Consider the cost function with regularization in machine learning:
Why will the parameter θ towards to zero when we set the parameter λ to be very large?
The regularized cost function is penalized by the size of the parameters θ.
The regularization term dominates the cost in case λ → +inf
It is worth noting that when λ is very large, most of the cost will be coming from the regularization term λ * sum (θ²)
and not the actual cost sum((h_θ - y)²)
, hence in that case it's mostly about minimizing the regularization term λ * sum (θ²)
by tending θ towards 0 (θ → 0
)
Why minimizing λ * sum (θ²)
results in θ → 0
Consider the regularization term λ * sum (θ²)
, to minimize this term the only solution is to push sum(θ²) → 0
. (λ
is a positive constant, and the sum
term is also positive)
And since θ
terms are squared (θ²
is always positive), the only way is to push the θ
parameters towards 0. Hence sum(θ²) → 0
means θ → 0
So to sum up, in this case of very large λ:
Minimizing the cost function is mostly about minimizing λ * sum (θ²)
, which requires minimizing sum (θ²)
, which requires θ → 0
Some intuition to answer the question in the comment:
Think of λ as a parameter for you to tell how much of a regularization you want to happen. E.g. if on the extreme you set λ to 0, then your cost function is not regularized at all. If you set λ to a lower number then you get less of a regularization.
And vice versa, the more you increase λ, the more your asking your cost function to regularized, so the smaller the parameters θ will have to be in order to minimize the regularized cost function.
Why do we use θ² in the regularization sum rather than θ?
Because the goal is to have small θ (less prone to overfitting).
If the regularization term uses θ instead of θ² in the sum,
you can end up with large θ values that cancel each other,
e.g. θ_1 = 1000000 and θ_2 = -1000001, the sum(θ)
here is -1 which is small, vs if you took sum(|θ|)
(absolute value) or sum(θ²)
(squared) you'd end up with a very big value.
In that case you may end up overfitting because of large θ values that escaped the regularization because the terms cancel each other out.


Show every line below where "english" appears.

*** GIVEN RECORDS Section Begins ***

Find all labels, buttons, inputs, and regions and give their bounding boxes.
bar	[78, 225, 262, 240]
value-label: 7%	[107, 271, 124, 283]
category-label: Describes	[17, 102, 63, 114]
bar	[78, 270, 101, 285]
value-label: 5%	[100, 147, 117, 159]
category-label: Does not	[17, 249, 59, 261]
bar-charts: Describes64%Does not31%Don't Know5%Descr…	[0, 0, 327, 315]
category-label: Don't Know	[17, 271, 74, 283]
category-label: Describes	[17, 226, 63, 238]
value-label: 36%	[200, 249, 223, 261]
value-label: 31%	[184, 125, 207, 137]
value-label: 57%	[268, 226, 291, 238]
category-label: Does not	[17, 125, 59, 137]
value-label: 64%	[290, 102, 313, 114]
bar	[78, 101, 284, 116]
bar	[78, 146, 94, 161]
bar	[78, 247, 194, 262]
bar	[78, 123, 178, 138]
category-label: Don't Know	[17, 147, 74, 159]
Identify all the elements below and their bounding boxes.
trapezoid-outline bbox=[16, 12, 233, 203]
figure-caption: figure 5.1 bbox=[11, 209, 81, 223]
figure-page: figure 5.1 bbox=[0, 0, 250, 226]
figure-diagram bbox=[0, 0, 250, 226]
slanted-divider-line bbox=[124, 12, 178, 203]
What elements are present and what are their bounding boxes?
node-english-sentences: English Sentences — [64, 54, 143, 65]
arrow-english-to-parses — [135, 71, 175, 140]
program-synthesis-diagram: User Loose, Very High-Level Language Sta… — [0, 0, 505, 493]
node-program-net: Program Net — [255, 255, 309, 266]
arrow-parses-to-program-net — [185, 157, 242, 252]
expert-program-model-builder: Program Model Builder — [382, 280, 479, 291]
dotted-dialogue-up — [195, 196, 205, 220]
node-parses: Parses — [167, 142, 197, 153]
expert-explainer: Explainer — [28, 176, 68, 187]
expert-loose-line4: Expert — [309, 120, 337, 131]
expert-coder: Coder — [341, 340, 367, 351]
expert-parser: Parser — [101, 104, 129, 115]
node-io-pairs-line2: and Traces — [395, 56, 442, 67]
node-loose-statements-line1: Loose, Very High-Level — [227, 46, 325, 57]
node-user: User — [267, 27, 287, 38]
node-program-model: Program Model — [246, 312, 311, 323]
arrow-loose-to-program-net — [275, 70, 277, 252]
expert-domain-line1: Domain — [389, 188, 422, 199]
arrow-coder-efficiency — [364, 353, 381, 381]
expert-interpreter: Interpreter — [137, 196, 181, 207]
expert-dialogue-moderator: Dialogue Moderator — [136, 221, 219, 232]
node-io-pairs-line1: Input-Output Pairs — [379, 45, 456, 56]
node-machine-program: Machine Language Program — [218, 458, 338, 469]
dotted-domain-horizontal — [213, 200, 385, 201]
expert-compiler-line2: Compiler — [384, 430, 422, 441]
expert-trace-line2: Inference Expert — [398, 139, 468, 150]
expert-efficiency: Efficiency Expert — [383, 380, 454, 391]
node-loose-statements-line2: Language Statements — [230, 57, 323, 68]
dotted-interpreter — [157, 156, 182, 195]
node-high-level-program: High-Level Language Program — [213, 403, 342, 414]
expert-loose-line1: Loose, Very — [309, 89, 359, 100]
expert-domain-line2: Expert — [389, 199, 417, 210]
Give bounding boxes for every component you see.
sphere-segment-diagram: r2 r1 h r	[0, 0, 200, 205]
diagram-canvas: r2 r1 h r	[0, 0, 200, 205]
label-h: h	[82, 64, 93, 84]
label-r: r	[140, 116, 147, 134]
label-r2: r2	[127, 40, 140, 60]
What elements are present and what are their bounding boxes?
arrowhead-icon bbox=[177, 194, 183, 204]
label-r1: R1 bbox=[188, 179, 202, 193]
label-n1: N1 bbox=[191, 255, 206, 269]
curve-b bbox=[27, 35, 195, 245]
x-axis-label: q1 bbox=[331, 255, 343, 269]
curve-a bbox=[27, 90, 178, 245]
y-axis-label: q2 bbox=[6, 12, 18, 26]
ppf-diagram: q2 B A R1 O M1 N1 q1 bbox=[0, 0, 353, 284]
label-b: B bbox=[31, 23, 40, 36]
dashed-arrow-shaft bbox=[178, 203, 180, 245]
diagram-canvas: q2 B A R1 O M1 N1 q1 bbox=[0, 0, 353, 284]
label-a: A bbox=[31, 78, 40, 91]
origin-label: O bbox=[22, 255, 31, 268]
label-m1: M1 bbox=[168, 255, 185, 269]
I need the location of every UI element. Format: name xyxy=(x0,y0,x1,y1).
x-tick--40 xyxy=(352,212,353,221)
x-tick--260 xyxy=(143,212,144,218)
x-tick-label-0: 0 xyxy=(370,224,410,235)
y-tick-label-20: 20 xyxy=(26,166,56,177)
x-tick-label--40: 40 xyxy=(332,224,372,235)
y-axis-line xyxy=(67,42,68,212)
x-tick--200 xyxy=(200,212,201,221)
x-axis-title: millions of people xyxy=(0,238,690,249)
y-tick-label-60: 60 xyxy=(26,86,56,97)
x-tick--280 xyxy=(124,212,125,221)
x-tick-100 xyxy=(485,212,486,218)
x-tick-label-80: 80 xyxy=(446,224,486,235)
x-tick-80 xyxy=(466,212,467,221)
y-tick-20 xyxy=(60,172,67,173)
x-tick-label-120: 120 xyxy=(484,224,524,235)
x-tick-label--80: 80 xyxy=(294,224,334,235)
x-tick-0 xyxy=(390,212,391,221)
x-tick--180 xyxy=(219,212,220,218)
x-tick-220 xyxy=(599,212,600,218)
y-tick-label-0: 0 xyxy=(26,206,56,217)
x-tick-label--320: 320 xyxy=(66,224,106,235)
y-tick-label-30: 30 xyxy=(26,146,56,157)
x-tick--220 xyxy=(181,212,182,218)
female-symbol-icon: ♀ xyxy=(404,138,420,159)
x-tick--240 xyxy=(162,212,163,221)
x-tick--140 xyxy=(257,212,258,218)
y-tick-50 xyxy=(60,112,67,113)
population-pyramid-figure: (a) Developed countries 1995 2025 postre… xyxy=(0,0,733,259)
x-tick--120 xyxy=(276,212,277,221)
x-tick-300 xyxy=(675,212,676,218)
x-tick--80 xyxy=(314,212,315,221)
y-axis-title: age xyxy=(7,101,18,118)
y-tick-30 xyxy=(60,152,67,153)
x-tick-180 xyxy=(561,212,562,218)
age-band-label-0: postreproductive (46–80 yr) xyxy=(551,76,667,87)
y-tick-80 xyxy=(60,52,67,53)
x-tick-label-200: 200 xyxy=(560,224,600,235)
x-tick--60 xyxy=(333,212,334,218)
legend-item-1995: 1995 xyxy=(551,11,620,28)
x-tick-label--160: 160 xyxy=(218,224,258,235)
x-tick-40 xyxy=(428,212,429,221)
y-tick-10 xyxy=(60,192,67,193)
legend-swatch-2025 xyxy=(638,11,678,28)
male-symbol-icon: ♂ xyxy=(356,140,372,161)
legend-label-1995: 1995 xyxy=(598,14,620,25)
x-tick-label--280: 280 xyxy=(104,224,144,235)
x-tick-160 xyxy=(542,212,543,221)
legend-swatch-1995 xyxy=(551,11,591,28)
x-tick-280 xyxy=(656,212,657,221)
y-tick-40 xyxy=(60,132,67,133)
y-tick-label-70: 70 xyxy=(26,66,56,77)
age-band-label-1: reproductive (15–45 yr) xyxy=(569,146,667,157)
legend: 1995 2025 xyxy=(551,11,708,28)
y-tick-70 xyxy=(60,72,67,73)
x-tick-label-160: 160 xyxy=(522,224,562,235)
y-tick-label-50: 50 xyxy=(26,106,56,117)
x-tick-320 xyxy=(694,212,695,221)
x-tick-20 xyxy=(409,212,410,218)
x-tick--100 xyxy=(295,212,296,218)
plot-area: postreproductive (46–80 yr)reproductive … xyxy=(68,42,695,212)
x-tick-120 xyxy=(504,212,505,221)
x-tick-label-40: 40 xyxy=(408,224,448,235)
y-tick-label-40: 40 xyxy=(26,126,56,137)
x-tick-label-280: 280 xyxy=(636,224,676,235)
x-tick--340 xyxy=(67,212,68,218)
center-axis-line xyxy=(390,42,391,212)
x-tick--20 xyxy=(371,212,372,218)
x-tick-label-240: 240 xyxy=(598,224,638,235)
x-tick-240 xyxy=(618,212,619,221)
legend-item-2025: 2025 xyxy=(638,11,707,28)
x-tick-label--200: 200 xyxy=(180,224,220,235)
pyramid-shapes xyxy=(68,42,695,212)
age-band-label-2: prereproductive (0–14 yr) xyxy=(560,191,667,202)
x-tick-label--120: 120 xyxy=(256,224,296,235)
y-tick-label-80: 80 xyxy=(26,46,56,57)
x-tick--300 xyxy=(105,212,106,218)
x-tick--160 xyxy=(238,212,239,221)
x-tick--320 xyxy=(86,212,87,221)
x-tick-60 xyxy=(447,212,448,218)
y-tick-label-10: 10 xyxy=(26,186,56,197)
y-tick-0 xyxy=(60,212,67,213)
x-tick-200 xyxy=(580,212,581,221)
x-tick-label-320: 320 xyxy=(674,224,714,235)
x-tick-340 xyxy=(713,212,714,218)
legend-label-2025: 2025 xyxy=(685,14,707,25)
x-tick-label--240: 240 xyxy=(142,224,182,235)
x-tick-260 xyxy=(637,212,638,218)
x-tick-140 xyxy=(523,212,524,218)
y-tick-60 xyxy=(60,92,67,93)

*** GIVEN RECORDS Section Ends ***

RESPONSE TO THIS EXERCISE:
node-english-sentences: English Sentences — [64, 54, 143, 65]
arrow-english-to-parses — [135, 71, 175, 140]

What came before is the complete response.